4 May 2011

Larry Kramer: 'People do not identify themselves as gay. It is tragic.'

Larry Kramer, a prominent 76-year-old American playwright, author, public health advocate, and LGBT rights activist, said in an interview that he sees himself as a gay person before anything else and wonders why some (gay) people today do not identify themselves as gay.

In an interview with online magazine Salon.com published on April 23, Larry Kramer, a prominent 76-year-old American playwright, author, public health advocate, and LGBT rights activist asked "why so many (younger) gay men don't want to know their history" and why they seemed to have "turned their back on the older generation as if they don't want to have anything to do with them."


Larry Kramer, a prominent 76-year-old American playwright,
author, public health advocate, and LGBT rights activist.

The article noted that Kramer, who co-founded the New York City-based Gay Men's Health Crisis (GMHC) in 1982, that led the United States in the fight against AIDS, and resigned a year later to form the more militant ACT UP (the AIDS Coalition to Unleash Power) as a more political alternative, first incensed gay men in 1978 with Faggots, an "eerily prescient novel that critiqued the gay community's culture of promiscuity." 

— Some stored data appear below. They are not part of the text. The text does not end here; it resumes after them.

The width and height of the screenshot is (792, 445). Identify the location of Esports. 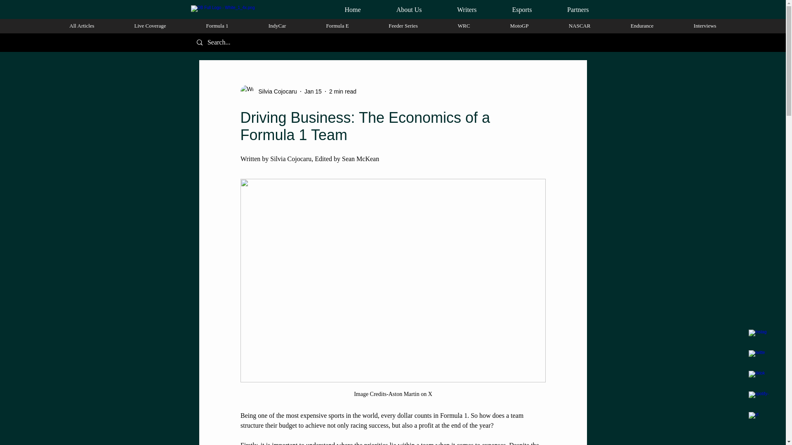
(510, 9).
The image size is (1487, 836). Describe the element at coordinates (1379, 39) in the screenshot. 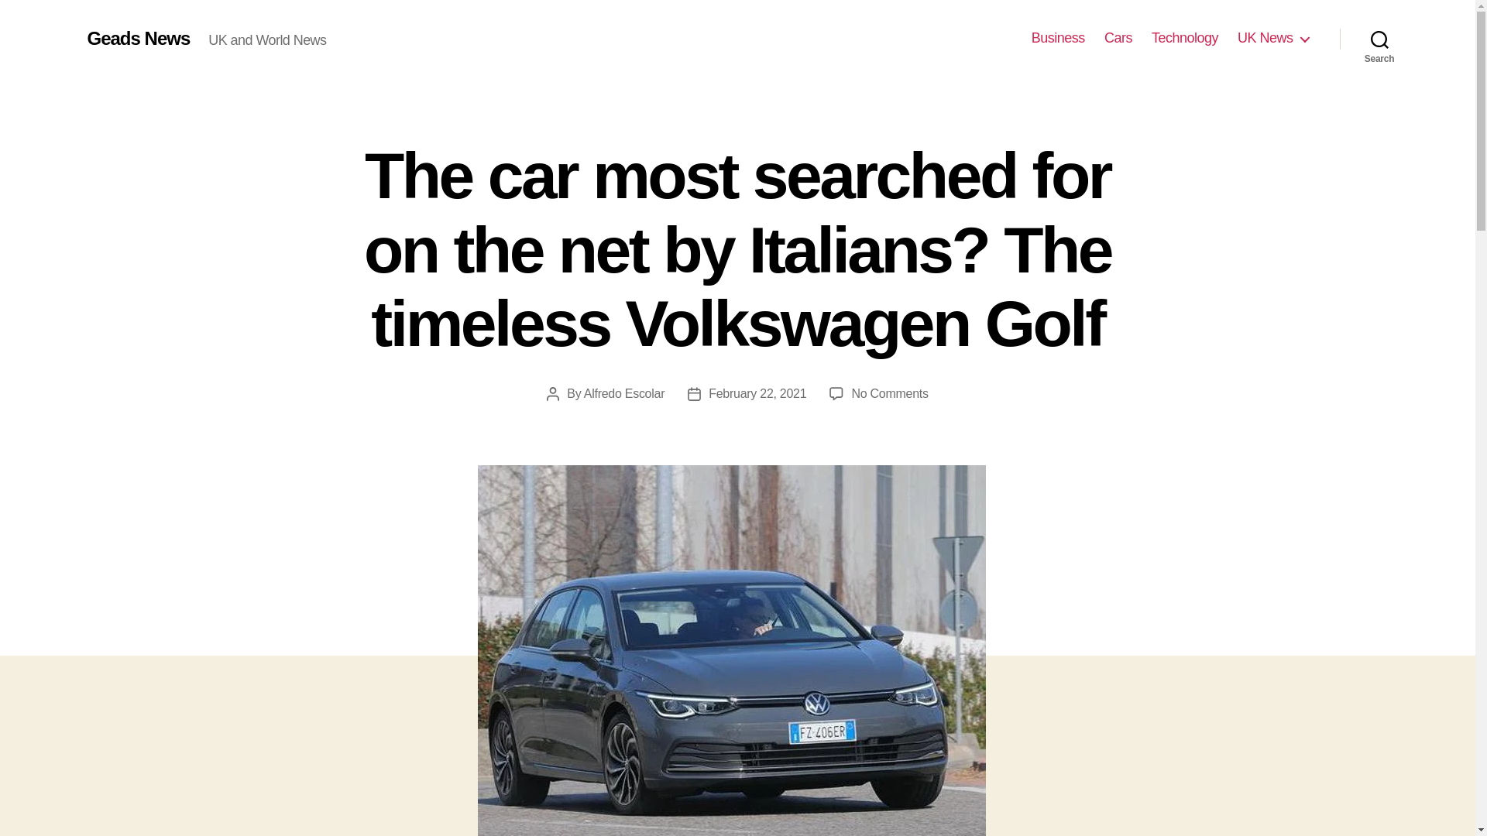

I see `Search` at that location.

In 2005, he published The Tragedy of Today's Gays, a transcript of a speech in which he attacked the younger generation of gay men for their apathy over gay causes and accused them of condemning their "predecessors to nonexistence." Thomas Rogers, Salon's Deputy Arts Editor wrote: "The largely autobiographical story centers on a group of gay men in the early days of the AIDS epidemic and stars Joe Mantello as Ned Weeks, a Kramer-esque activist desperately trying to draw attention to the plague, alongside a cast that includes Ellen Barkin, Lee Pace and The Big Bang Theory's Jim Parsons. The play remains a highly effective, moving work that brutally conveys the desperation and terror that accompanied the emergence of AIDS. But nowadays, it also doubles as a history lesson for people who grew up long after the first wave -- a role that Kramer sees as vital."

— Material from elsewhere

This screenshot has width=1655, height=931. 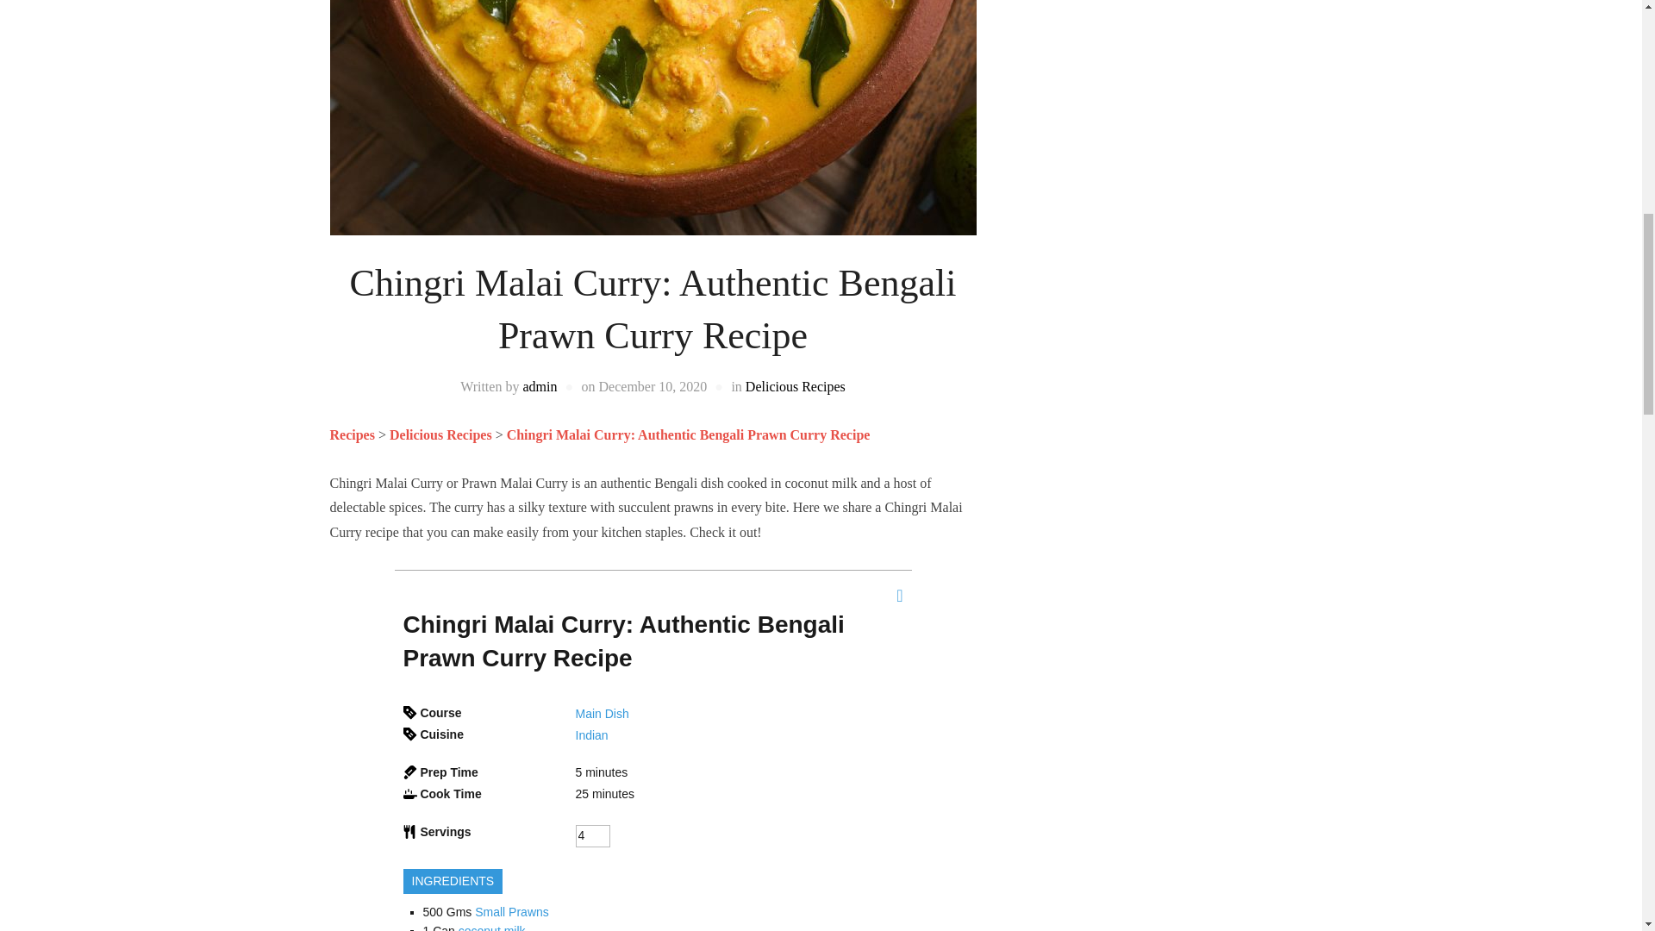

Kramer, in an interview with Thomas Rogers, Salon's Deputy Arts Editor, said:

On whether there's been a cultural shift away from meaningless sexual culture
"I think there's still an awful lot of meaningless sex going on and the infection figures are still much too high and going up, so obviously there's still too much careless sex going on. I don't want to come out of this sounding like this prude. I never said don't have sex, but what's so hard about using rubbers? It doesn't seem to require much intelligence to figure that one out. I don't have much sympathy for people who seroconvert now, who know about AIDS. I don't care if you were on drugs or whether you were out of it in the heat of passion or whatever. Your cock is a lethal instrument. It can murder people."

On being a "gay person before anything else"
"I am a gay person before I’m anything else. I’m a gay person before I’m a white person, before I’m a Jew, before I’m a writer, before I’m American, anything. That is my most identifying characteristic and I don’t find many people who would say that. The polls say the same thing: People do not identify themselves as gay. And that’s too bad. In fact, it’s tragic. It will prevent us from ever having what we deserve, I believe."